Tuesday, April 17, 2012

All Shakespeare's Birds

Edward Shepherd stepped out of the elevator

carrying a suitcase filled with birds. After the cold winter

air of Lima, Ohio, the sudden warmth of the red planet

hit him like a wave. He wore his best tan searsucker suit,

he swung the suitcase lightly as he stepped onto Mars.

This was his second trip to Mars. The first time,

half a year ago, he’d been struck by the bare violet sky,

awfully empty. He took it upon himself to change that.

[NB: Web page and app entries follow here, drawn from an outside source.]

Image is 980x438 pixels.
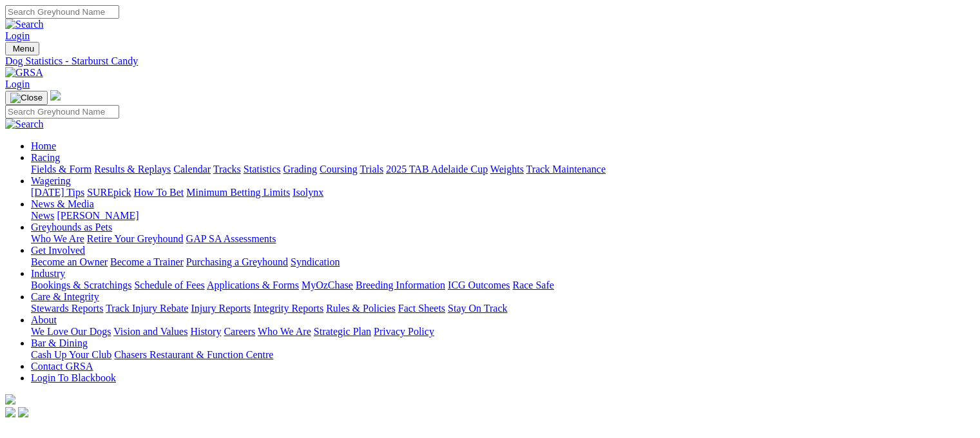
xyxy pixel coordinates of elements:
[448,280,509,291] a: ICG Outcomes
[94,164,170,175] a: Results & Replays
[448,303,507,314] a: Stay On Track
[50,91,61,100] img: logo-grsa-white.png
[134,187,184,198] a: How To Bet
[5,42,39,55] button: Toggle navigation
[31,187,85,198] a: [DATE] Tips
[31,303,103,314] a: Stewards Reports
[186,233,276,245] a: GAP SA Assessments
[31,315,57,325] a: About
[114,349,273,361] a: Chasers Restaurant & Function Centre
[174,164,211,175] a: Calendar
[244,164,281,175] a: Statistics
[13,44,34,54] span: Menu
[31,233,974,245] div: Greyhounds as Pets
[31,349,974,361] div: Bar & Dining
[5,394,16,405] img: logo-grsa-white.png
[5,55,974,67] a: Dog Statistics - Starburst Candy
[386,164,488,175] a: 2025 TAB Adelaide Cup
[190,326,221,337] a: History
[398,303,445,314] a: Fact Sheets
[5,79,30,90] a: Login
[5,5,119,19] input: Search
[5,19,44,30] img: Search
[283,164,317,175] a: Grading
[31,349,111,361] a: Cash Up Your Club
[314,326,371,337] a: Strategic Plan
[213,164,241,175] a: Tracks
[31,141,56,151] a: Home
[224,326,255,337] a: Careers
[31,164,974,175] div: Racing
[87,187,131,198] a: SUREpick
[134,280,204,291] a: Schedule of Fees
[186,257,288,268] a: Purchasing a Greyhound
[258,326,311,337] a: Who We Are
[292,187,323,198] a: Isolynx
[31,221,112,233] a: Greyhounds as Pets
[31,268,65,279] a: Industry
[31,291,100,302] a: Care & Integrity
[31,257,108,268] a: Become an Owner
[5,30,30,41] a: Login
[374,326,434,337] a: Privacy Policy
[31,326,111,337] a: We Love Our Dogs
[31,303,974,315] div: Care & Integrity
[31,373,116,384] a: Login To Blackbook
[31,361,93,372] a: Contact GRSA
[110,257,183,268] a: Become a Trainer
[57,210,138,221] a: [PERSON_NAME]
[186,187,290,198] a: Minimum Betting Limits
[5,119,44,130] img: Search
[31,210,54,221] a: News
[31,245,85,256] a: Get Involved
[191,303,251,314] a: Injury Reports
[207,280,299,291] a: Applications & Forms
[31,164,91,175] a: Fields & Form
[31,338,87,349] a: Bar & Dining
[31,257,974,268] div: Get Involved
[114,326,188,337] a: Vision and Values
[355,280,445,291] a: Breeding Information
[5,91,48,105] button: Toggle navigation
[31,280,132,291] a: Bookings & Scratchings
[490,164,523,175] a: Weights
[31,187,974,198] div: Wagering
[512,280,553,291] a: Race Safe
[360,164,383,175] a: Trials
[527,164,606,175] a: Track Maintenance
[326,303,396,314] a: Rules & Policies
[11,93,43,103] img: Close
[31,152,60,163] a: Racing
[5,67,43,79] img: GRSA
[87,233,183,245] a: Retire Your Greyhound
[31,210,974,221] div: News & Media
[105,303,188,314] a: Track Injury Rebate
[31,198,94,209] a: News & Media
[319,164,357,175] a: Coursing
[301,280,353,291] a: MyOzChase
[31,280,974,291] div: Industry
[31,326,974,338] div: About
[31,175,71,186] a: Wagering
[18,408,28,417] img: twitter.svg
[253,303,323,314] a: Integrity Reports
[5,105,119,119] input: Search
[5,408,16,417] img: facebook.svg
[31,233,85,245] a: Who We Are
[290,257,340,268] a: Syndication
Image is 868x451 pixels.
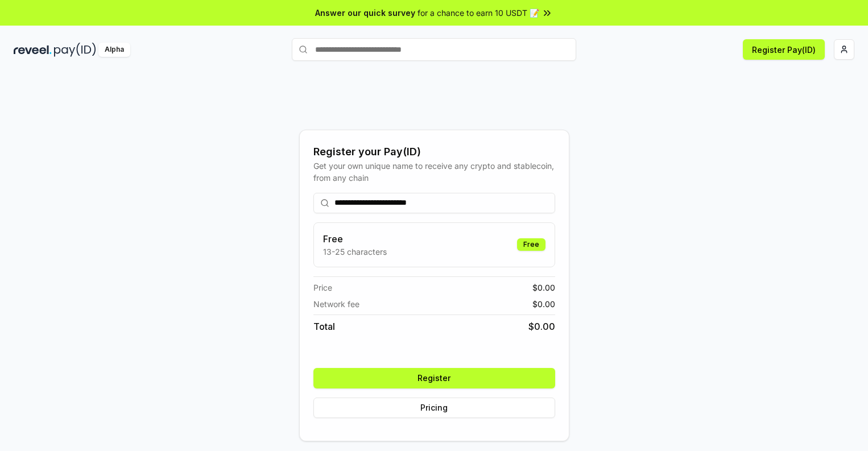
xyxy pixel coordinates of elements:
[532,282,555,294] span: $ 0.00
[313,398,555,418] button: Pricing
[313,282,332,294] span: Price
[313,144,555,160] div: Register your Pay(ID)
[99,43,131,57] div: Alpha
[743,39,825,60] button: Register Pay(ID)
[528,320,555,333] span: $ 0.00
[313,368,555,388] button: Register
[313,298,360,310] span: Network fee
[313,160,555,184] div: Get your own unique name to receive any crypto and stablecoin, from any chain
[315,7,415,19] span: Answer our quick survey
[323,246,387,258] p: 13-25 characters
[313,320,335,333] span: Total
[13,43,52,57] img: reveel_dark
[517,238,546,251] div: Free
[532,298,555,310] span: $ 0.00
[54,43,96,57] img: pay_id
[418,7,539,19] span: for a chance to earn 10 USDT 📝
[323,232,387,246] h3: Free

When he went back to America, he grabbed every bird

he could, collecting pigeons, sparrows, starlings, crows

and more. They weren’t just random birds picked from

trees and telephone wires, he brought only the birds

mentioned in the plays of Shakespeare. That was

Edward’s mission, the reason for this second trip to

Mars.

The elevator door slid closed behind him, he

walked across the sand toward a hill. His alligator

shoes slid into the loose soil.

At the top of the climb, he stopped. This was

where it would start. He pictured a statue of himself

placed here, and the birds that would land on him.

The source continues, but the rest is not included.